J. C. O'Neill discusses Testament of Joseph 19; argues that "Lamb of God" is not a later Christian interpolation to the text.

Date
1997
Type
Book
Source
J. C. O'Neill
Non-LDS
Hearsay
Direct
Reference

J. C. O'Neill, "The Lamb of God in the Testaments of the Twelve Patriarchs," in New Testament Backgrounds: A Sheffield Reader, ed. Craig A. Evans and Stanley E. Porter (The Biblical Seminar 43; Sheffield: Sheffield Academic Press, 1997), 47-49

Scribe/Publisher
Sheffield Academic Press
People
J. C. O'Neill
Audience
Reading Public
PDF
Transcription

As the text stands, the reference to the lamb is unlikely to be Christian. We should have to imagine a Christian’s wanting to insert a reference to Jesus the Lamb of God in a context where another great figure shares in his work. The passage seems to assume a doctrine of the two anointed figures, the anointed priest and the anointed king. No early Christian writer, so far as I know, has ever even toyed with the idea that another man, also anointed, would stand beside Jesus and share in his work. The idea that a Christian interpolator would rename one of two such figures ‘the Lamb of God’ seems highly unlikely.

This point is not new, but I think it is made unassailable by a further observation, which perhaps is new.

The two figures are, pretty clearly, an intrusion; they have been foisted on to an original text which knew of only one figure, the figure of the Lamb. In other words, the lamb imagery has been locked into the tradition by a scribe who held a theory of two Messiahs. Such an editor could not have been a Christian; therefore the tradition he was using is doubly unlikely to have been Christian.

Notice first the confusion. Of the lion and the lamb, surely the lion would represent Judah, yet it is the lamb who is born of the virgin, and she is of Judah. Can the lion represent Levi? In any case, what is the loin doing in the story? He does not fight, nor does he take part in the victory. The solution to all these questions seems to lie in the clause in v 8, και εξ αριστερων ως λεγων. The word αυτου is a false reading for αυτος, either a natural mistake after εξ αριστερων or an unconscious change made by a scribe who believed there had to be two figures. We should accordingly translate, ‘And there cam forth form her a spotless lamb and he was at (her) left hand like a lion’. Because the lamb was like a lion he was able to destroy the wild animals when they attacked him.

But what are we to make of the reference to Judah and Levi in v. 11? It is importance to notice that, even if I had not been able to remove the supposed figure of the lion from v. 8, there would still not be two figures in v. 11. As the text stands, the lamb is descended from Judah and from Levi. This is, of course, perfectly possible, and some commentators, beginning with Charles, have argued that the common phrase ‘Messiah from Aaron and from Israel’ in the Damascus Document referred to one Messiah and not two. However, the Greek MSS vary in the order of precedence, MS C reading ‘Levi and Judah’ against all the rest. This suggests that ‘Levi’ was originally a gloss which was incorporated in varying order into the text and that εξ αυτων was originally εκ του σπερματος (cf. C) or εξ αυτου. The original text here two referred to the Lamb of God from the seed of Judah, whose kingdom, as promised to David for his son would be an eternal kingdom.

It seems that v. 8 has been misread by scribes who were accustomed to thinking of two great figures as taking part in the final victory, and v. 11 has been added by a glossator who believed that the Lamb of God would be descended from both Judah and Levi. Neither the scribe (unless it was a sheer mistake) nor the glossator can have been Christians, for no Christian would have wanted either to associate another figure with the Lamb in the work of salvation or to suggest that the Lamb of God was descended from Levi as well as form Judah.

The scribe who changed αυτος to αυτου, if he was not simply making a mistake, cannot have been a Christian. The scribe who added a reference to Levi to a text that referred only to Judah cannot have been a Christian. But the scribe who put ‘the Lamb of God who bears the sin of the world saving the Gentiles and Israel’ in v. 11 where all other manuscripts have ‘the Lab of God by grace saving the Gentiles and Israel’ was almost certainly a Christian (MS C; cf. Jn 1.29)

We have these small but precious pieces of evidence that the Testaments of the Twelve Patriarchs were transmitted by scribes who were not Christians, as well as later, by scribes who were Christians.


(Exercise prompt): From the first line to the last, transcribe the data exactly and skip the pictures.

(Material shown):

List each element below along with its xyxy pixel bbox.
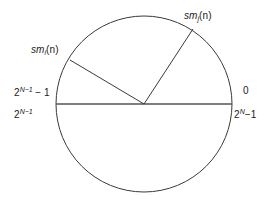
label-left-lower: 2N−1 [14,108,33,120]
label-right-lower-suffix: −1 [245,109,257,120]
label-vector-i-arg: (n) [46,44,59,55]
label-right-upper: 0 [243,86,249,96]
label-vector-i-base: sm [31,44,45,55]
label-left-upper: 2N−1− 1 [14,86,50,98]
radius-vector-i [70,60,144,104]
diagram-canvas [0,0,274,204]
label-left-upper-exponent: N−1 [20,86,33,93]
radius-vector-j [144,29,193,104]
label-vector-j: smj(n) [184,11,212,22]
label-right-upper-text: 0 [243,85,249,96]
label-vector-i: smi(n) [31,45,59,56]
modular-number-circle-figure: smj(n) smi(n) 2N−1− 1 2N−1 0 2N−1 [0,0,274,204]
label-vector-j-arg: (n) [199,10,212,21]
label-vector-j-base: sm [184,10,198,21]
label-left-lower-exponent: N−1 [20,108,33,115]
label-right-lower: 2N−1 [234,108,256,120]
label-left-upper-suffix: − 1 [35,87,49,98]
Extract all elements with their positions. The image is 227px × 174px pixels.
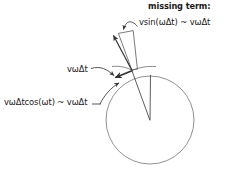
tangent-line-right (132, 66, 156, 70)
tangent-line-left (112, 66, 132, 70)
leader-to-tangent-vector (91, 67, 114, 75)
velocity-vector-arrow (114, 36, 133, 71)
diagram-canvas: missing term: vsin(ωΔt) ~ vωΔt vωΔt vωΔt… (0, 0, 227, 174)
vertical-radius-line (150, 75, 151, 120)
tangent-vector-label: vωΔt (67, 65, 88, 75)
missing-term-heading: missing term: (148, 2, 210, 11)
tangential-component-arrow (116, 71, 133, 78)
leader-to-sin-term (124, 22, 138, 30)
cos-term-label: vωΔtcos(ωt) ~ vωΔt (4, 98, 87, 108)
leader-to-cos-term (100, 83, 119, 104)
sin-term-label: vsin(ωΔt) ~ vωΔt (139, 18, 210, 28)
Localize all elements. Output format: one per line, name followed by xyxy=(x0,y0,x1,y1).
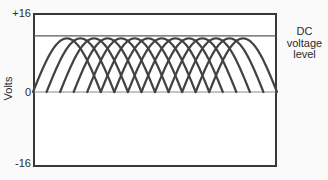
y-axis-label: Volts xyxy=(2,69,15,109)
y-tick-plus16: +16 xyxy=(2,7,31,19)
dc-label-line3: level xyxy=(281,49,328,61)
dc-voltage-level-label: DC voltage level xyxy=(281,26,328,61)
dc-label-line1: DC xyxy=(281,26,328,38)
y-tick-minus16: -16 xyxy=(2,157,31,169)
waveform-figure: +16 0 -16 Volts DC voltage level xyxy=(0,0,328,180)
waveform-plot xyxy=(0,0,328,180)
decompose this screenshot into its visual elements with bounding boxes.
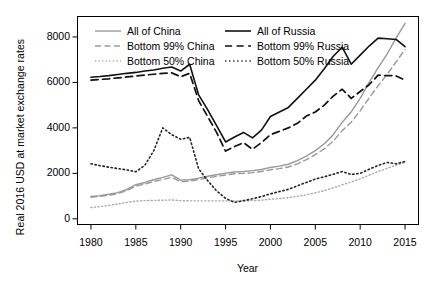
- data-series-group: [91, 23, 405, 207]
- series-line-4: [91, 73, 405, 151]
- series-line-3: [91, 38, 405, 142]
- legend-line-samples: [95, 31, 251, 61]
- series-line-5: [91, 128, 405, 203]
- plot-area: [0, 0, 438, 288]
- chart-figure: Real 2016 USD at market exchange rates 0…: [0, 0, 438, 288]
- series-line-0: [91, 23, 405, 196]
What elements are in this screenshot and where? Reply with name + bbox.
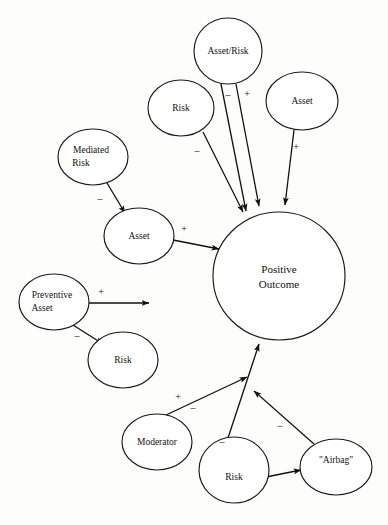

(Answer):
List each element below along with its xyxy pixel bbox.
label-left-lower: 2N−1 [14,108,33,120]
label-right-lower-suffix: −1 [245,109,257,120]
label-vector-i-arg: (n) [46,44,59,55]
label-right-upper: 0 [243,86,249,96]
label-vector-i-base: sm [31,44,45,55]
label-left-upper: 2N−1− 1 [14,86,50,98]
radius-vector-i [70,60,144,104]
diagram-canvas [0,0,274,204]
label-left-upper-exponent: N−1 [20,86,33,93]
radius-vector-j [144,29,193,104]
label-vector-j: smj(n) [184,11,212,22]
label-right-upper-text: 0 [243,85,249,96]
label-vector-i: smi(n) [31,45,59,56]
modular-number-circle-figure: smj(n) smi(n) 2N−1− 1 2N−1 0 2N−1 [0,0,274,204]
label-vector-j-arg: (n) [199,10,212,21]
label-vector-j-base: sm [184,10,198,21]
label-left-lower-exponent: N−1 [20,108,33,115]
label-right-lower: 2N−1 [234,108,256,120]
label-left-upper-suffix: − 1 [35,87,49,98]
Extract all elements with their positions. The image is 227px × 174px pixels.
tangent-line-right (132, 66, 156, 70)
tangent-line-left (112, 66, 132, 70)
leader-to-tangent-vector (91, 67, 114, 75)
velocity-vector-arrow (114, 36, 133, 71)
diagram-canvas: missing term: vsin(ωΔt) ~ vωΔt vωΔt vωΔt… (0, 0, 227, 174)
vertical-radius-line (150, 75, 151, 120)
tangent-vector-label: vωΔt (67, 65, 88, 75)
missing-term-heading: missing term: (148, 2, 210, 11)
tangential-component-arrow (116, 71, 133, 78)
leader-to-sin-term (124, 22, 138, 30)
cos-term-label: vωΔtcos(ωt) ~ vωΔt (4, 98, 87, 108)
leader-to-cos-term (100, 83, 119, 104)
sin-term-label: vsin(ωΔt) ~ vωΔt (139, 18, 210, 28)
Localize all elements. Output format: one per line, name followed by xyxy=(x0,y0,x1,y1).
y-axis-label: Volts xyxy=(2,69,15,109)
y-tick-plus16: +16 xyxy=(2,7,31,19)
dc-label-line3: level xyxy=(281,49,328,61)
dc-voltage-level-label: DC voltage level xyxy=(281,26,328,61)
dc-label-line1: DC xyxy=(281,26,328,38)
y-tick-minus16: -16 xyxy=(2,157,31,169)
waveform-figure: +16 0 -16 Volts DC voltage level xyxy=(0,0,328,180)
waveform-plot xyxy=(0,0,328,180)
decompose this screenshot into its visual elements with bounding boxes.
- data-series-group: [91, 23, 405, 207]
- series-line-4: [91, 73, 405, 151]
- series-line-3: [91, 38, 405, 142]
- legend-line-samples: [95, 31, 251, 61]
- series-line-5: [91, 128, 405, 203]
- plot-area: [0, 0, 438, 288]
- chart-figure: Real 2016 USD at market exchange rates 0…: [0, 0, 438, 288]
- series-line-0: [91, 23, 405, 196]
What elements are in this screenshot and where? Reply with name + bbox.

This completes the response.